Biden picks deal-makers, fighters for climate team
WASHINGTON – Joe Biden is picking deal-makers and fighters to lead a climate team he will ask to remake and clean up the nation’s transportation and power-plant systems, and as fast as politically possible.
Although the president-elect’s picks have the experience to do the heavy lifting required in a climate overhaul of the U.S. economy, they also seem to be reassuring skeptics that he won’t neglect the low-income, working class and minority communities hit hardest by fossil fuel pollution and climate change.
Progressives, energy lobbyists, environmental groups and auto workers on Wednesday welcomed Biden’s choice of popular former Mayor Pete Buttigieg as transportation secretary. His expected picks of former Michigan Gov. Jennifer Granholm for energy secretary and former Environmental Protection Agency chief Gina McCarthy as leader of domestic climate efforts also were met with general applause.
Along with the yet-to-be-named heads of EPA and the Interior Department, Buttigieg, Granholm and McCarthy
will be part of an effort to rapidly build and develop technology to retool the United States’ transportation and power grid systems from petroleum and coal to a greater reliance on solar, wind and other cleaner forms of energy.
Democratic Rep. Deb Haaland of New
Mexico was selected as Secretary of the Interior late Thursday, the first Native American to serve as a Cabinet secretary.
Biden has pledged to make slowing the impacts of climate change a top priority and has laid out an ambitious plan to reduce U.S. greenhouse emissions to net-zero by 2050. The plan includes an immediate return to the global 2015 Paris Agreement on climate and a pledge to stop all climate-damaging emissions from U.S. power plants by 2035.
Among those on his climate team, Granholm as Michigan’s governor helped nudge auto workers toward accepting a switch to production of more electric vehicles.

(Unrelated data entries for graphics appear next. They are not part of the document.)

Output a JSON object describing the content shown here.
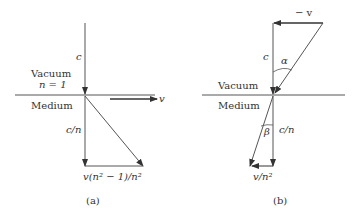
{
  "figure": {
    "panel_a": {
      "caption": "(a)",
      "labels": {
        "c": "c",
        "vacuum": "Vacuum",
        "n_eq": "n = 1",
        "medium": "Medium",
        "v": "v",
        "c_over_n": "c/n",
        "bottom_vector": "v(n² − 1)/n²"
      }
    },
    "panel_b": {
      "caption": "(b)",
      "labels": {
        "minus_v": "− v",
        "c": "c",
        "alpha": "α",
        "vacuum": "Vacuum",
        "medium": "Medium",
        "beta": "β",
        "c_over_n": "c/n",
        "bottom_vector": "v/n²"
      }
    },
    "colors": {
      "line": "#444444",
      "text": "#333333",
      "background": "#ffffff"
    }
  }
}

That will be one of several big ticket clean-energy efforts she and others in the administration will be pushing under Biden’s promised $2 trillion climate plan, which will face obstacles from Republicans in Congress and fights over which priorities to implement first.

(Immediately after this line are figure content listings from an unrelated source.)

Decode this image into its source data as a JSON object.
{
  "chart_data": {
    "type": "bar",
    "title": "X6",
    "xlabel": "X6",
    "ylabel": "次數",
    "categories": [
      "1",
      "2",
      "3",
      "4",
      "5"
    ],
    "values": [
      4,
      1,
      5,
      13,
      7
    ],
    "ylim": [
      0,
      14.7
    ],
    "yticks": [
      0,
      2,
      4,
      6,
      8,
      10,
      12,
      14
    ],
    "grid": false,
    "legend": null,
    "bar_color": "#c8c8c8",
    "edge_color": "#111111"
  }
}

Also helping drive Biden’s plan will be McCarthy, who as EPA head under President Barack Obama pushed for landmark rules to cut planet-warming pollution. In her new position, which does not require Senate confirmation, McCarthy will oversee a broad interagency effort to address climate change across the federal government.
McCarthy would be the domestic counterpart to former Secretary of State John Kerry, who will serve as a special climate envoy.